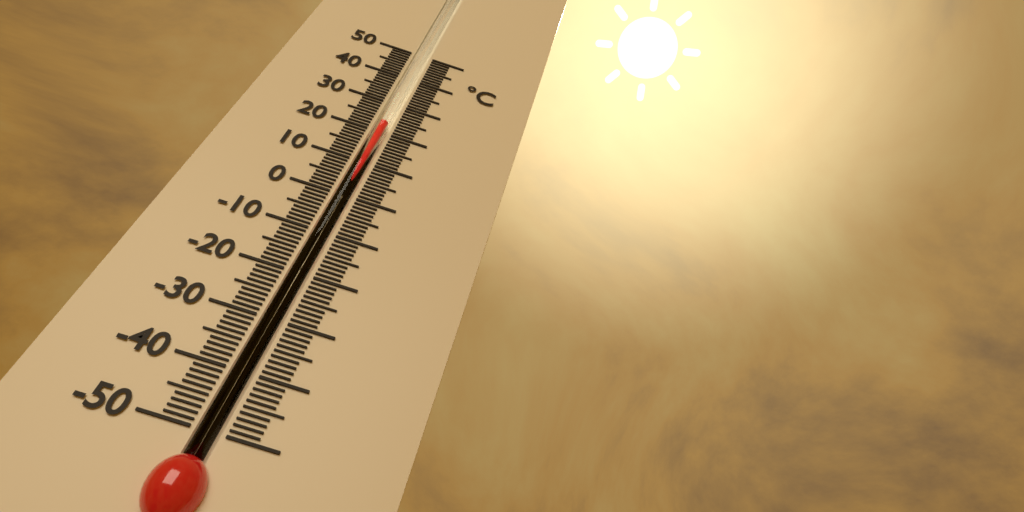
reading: 23 °C
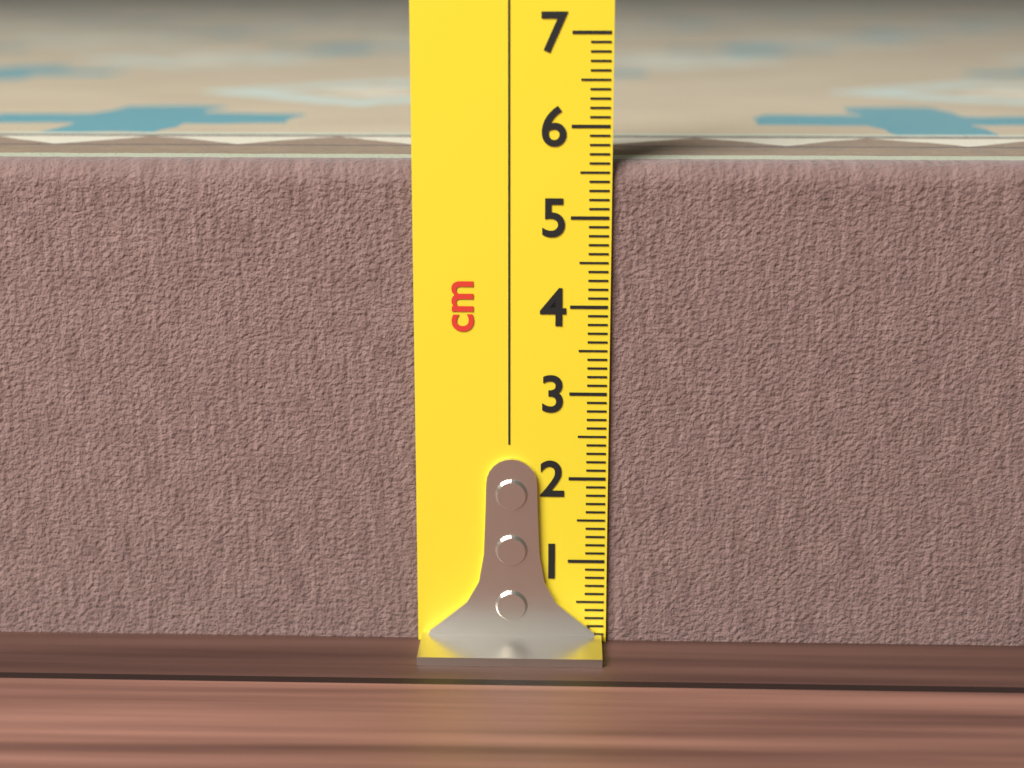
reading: 5.6 cm
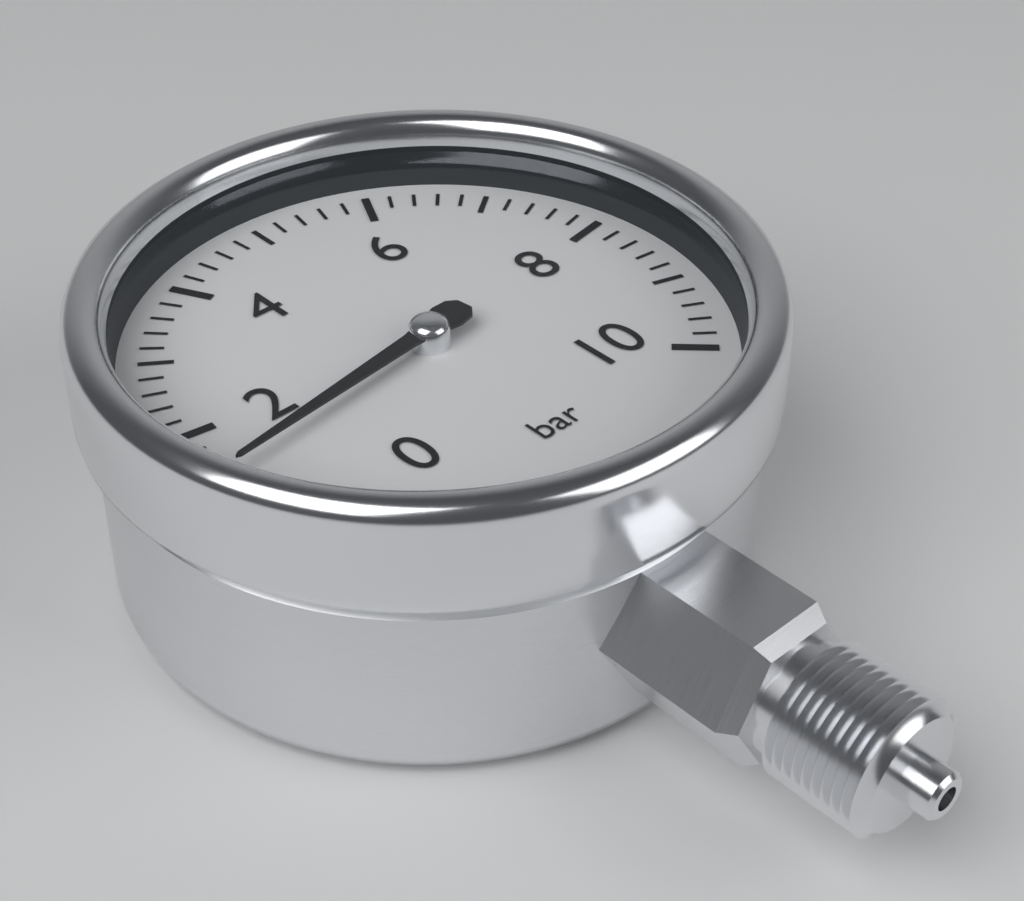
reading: 1.4 bar
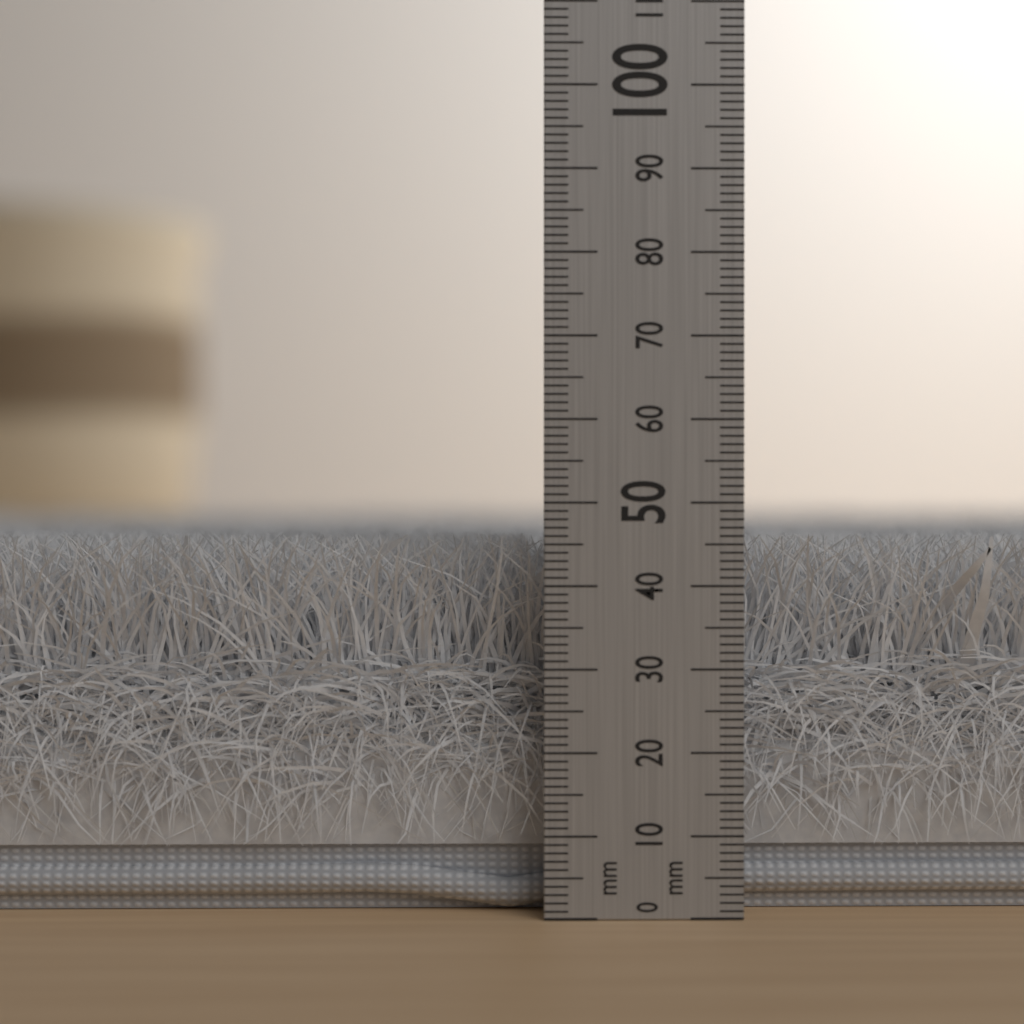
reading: 46 mm
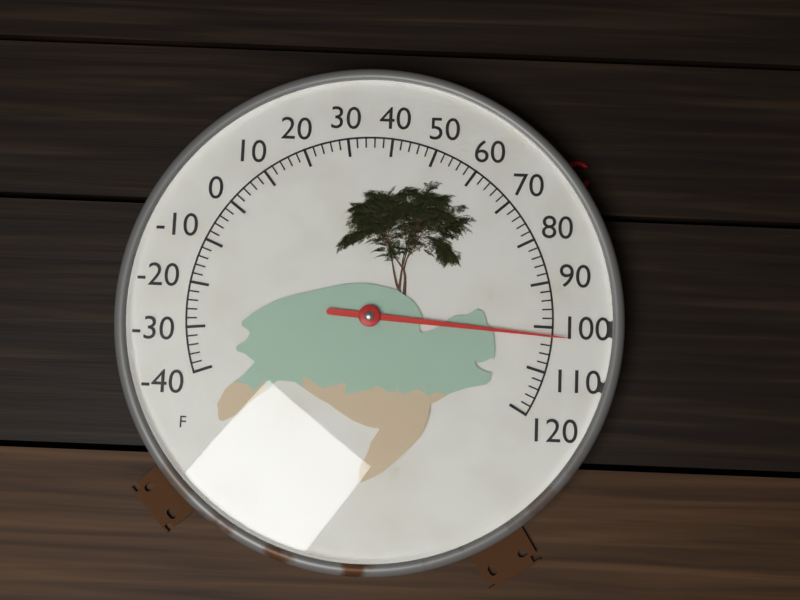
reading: 102 °F
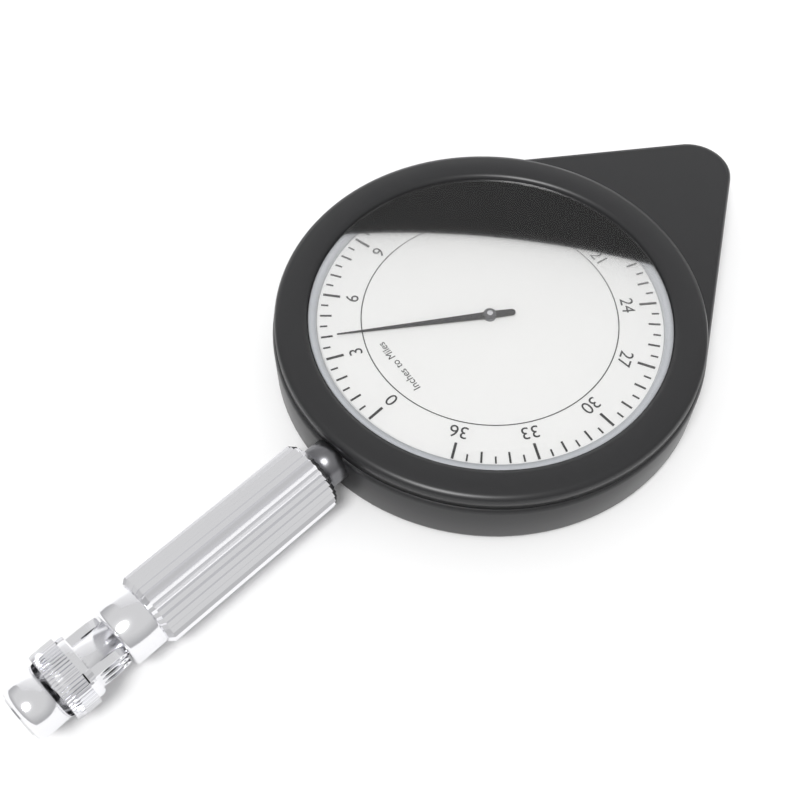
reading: 4.0 miles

**Work item:**
Extract the full listing above verbatim; pictures are to be left out of the copy.

**Response to the exercise:**
reading: 23 °C
reading: 5.6 cm
reading: 1.4 bar
reading: 46 mm
reading: 102 °F
reading: 4.0 miles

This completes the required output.